To begin with, the *r means that there was an initial slender r but we have no idea what that was phonetically. It's a mystery.

The above system is nice and balanced in the way that you had two "strong" variants of each sound which would occur at the beginning of words and two "weak" ones which you would get in the middle or at the end of words or as the result of lenition!

So you'd get:

LNR02.jpg

Taking a big leap in time most modern Scottish Gaelic dialects have evolved the following system:

LNR03.jpg

Which creates a small problem - since the system is now 3 sounds short and somewhat unbalanced, how do you deal with lenition? Well ... two ways.

  1. By making one sound "double up" for two
  2. By "not" leniting

What does this mean practically? To begin with, the l in long and balach sound exactly the same now and when you lenite l in mo long for example, there is no sound change. Initial [Lʲ] still lenites as it did in Common Gaelic, so leabaidh becomes mo leabaidh [mə lebɪ].

Both initial n sounds on the other hand now lenite to weak [n]:

  1. nead [Nʲed] ⇨ mo nead [mə ned]
  2. nàbaidh [Naːbɪ] ⇨ mo nàbaidh [mə naːbɪ]
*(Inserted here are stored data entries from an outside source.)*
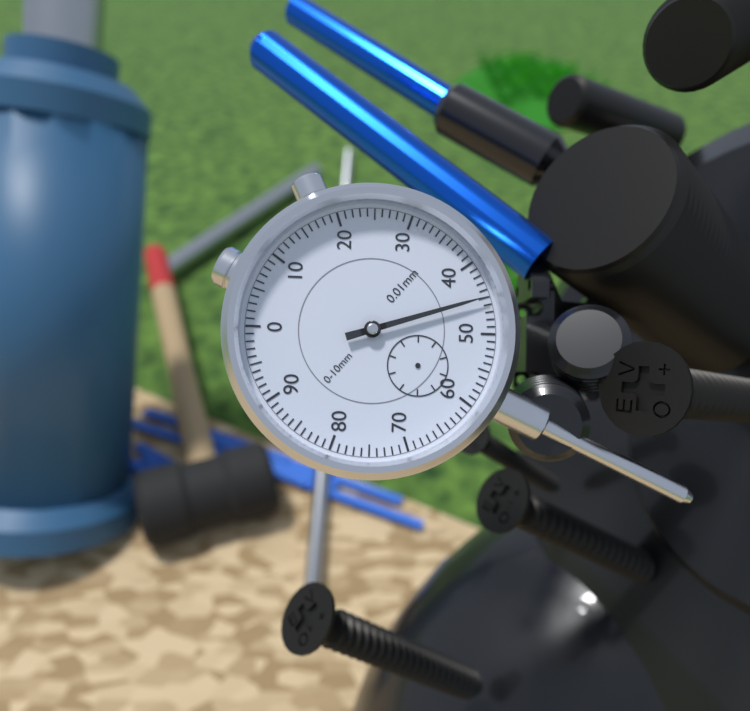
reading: 0.45 mm
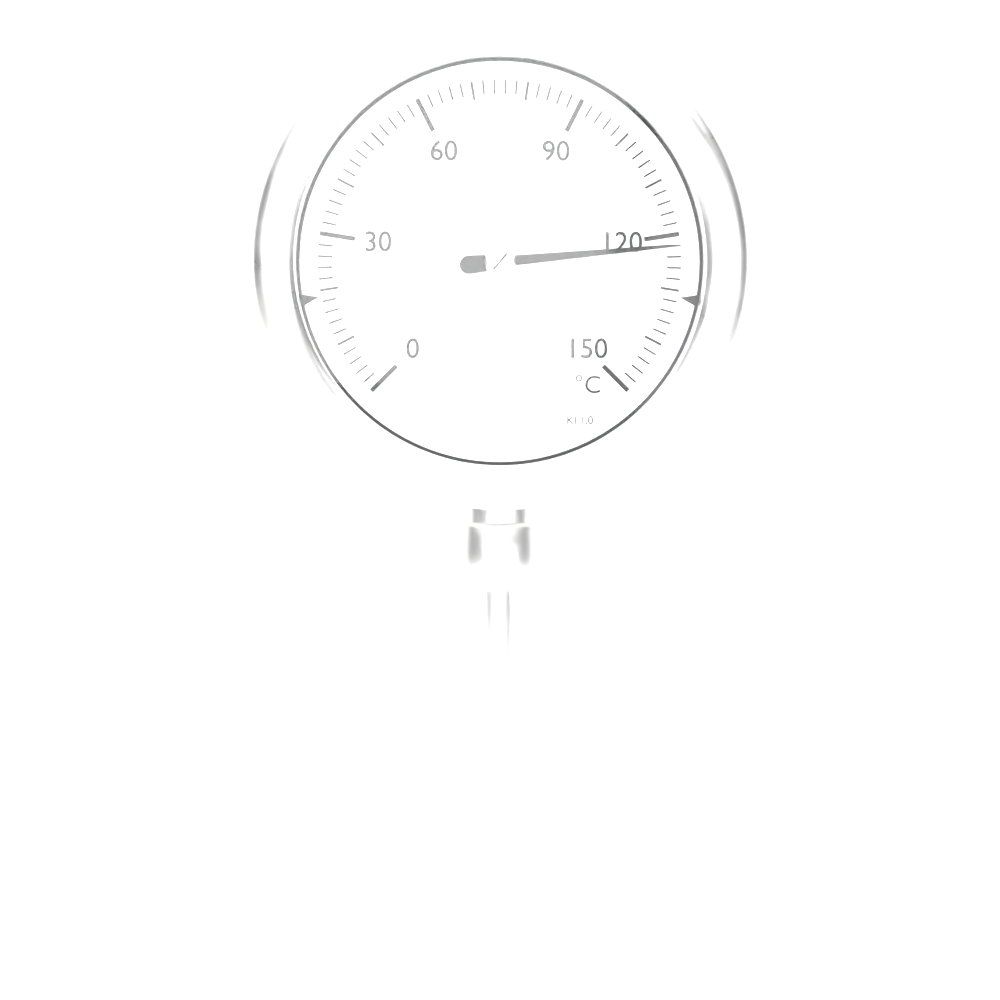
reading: 122 °C
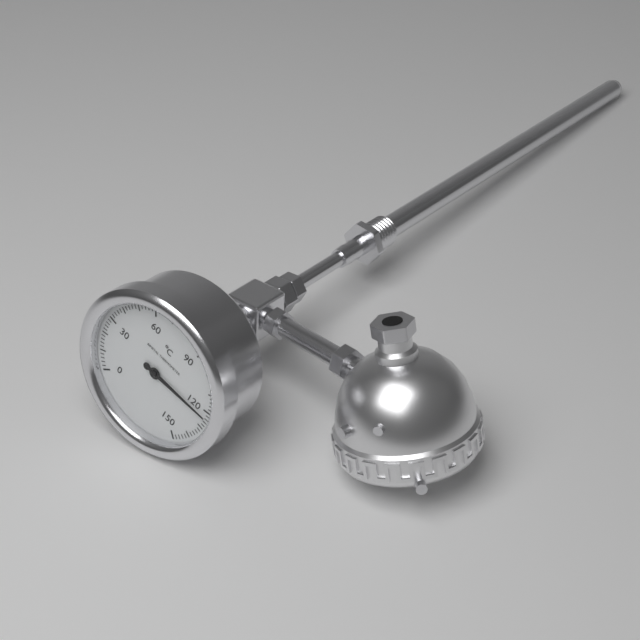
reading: 124 °C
Initial slender r has merged with initial broad r i.e. there is only one initial r sound left, strong [R] which lenites to [r]:

  1. rionnag [RuNag] ⇨ mo rionnag [mə ruNag]
  2. ràmh [Raːv] ⇨> mo ràmh [mə raːv]

Sooo ... what does this have to do with initial consonant clusters? Lots. The second consonant is considered non-initial, which means that in Common Gaelic it would have had the "weak" pronunciation. But since we have lost two of the "weak" sounds, we have to make do somehow, so the initial broad l has to fill the gap that the departure of non-initial broad l has left so [bɫ] becomes [bL] and so on. In essence, the old system is perpetuated wherever possible except where that isn't possible any more due to a loss of some of the sounds. Which is why the system today is a bit messy.

Incidentally, not all dialects have evolved the same system and Ulster Irish retains the most complete set of sonorants amongst the Gaelic languages and dialects:

Ulster Irish
Connacht Irish
Munster Irish

And looking at Scotland:

Harris Gaelic
Rosshire
East Sutherland

and most others have. Fun, ain't it?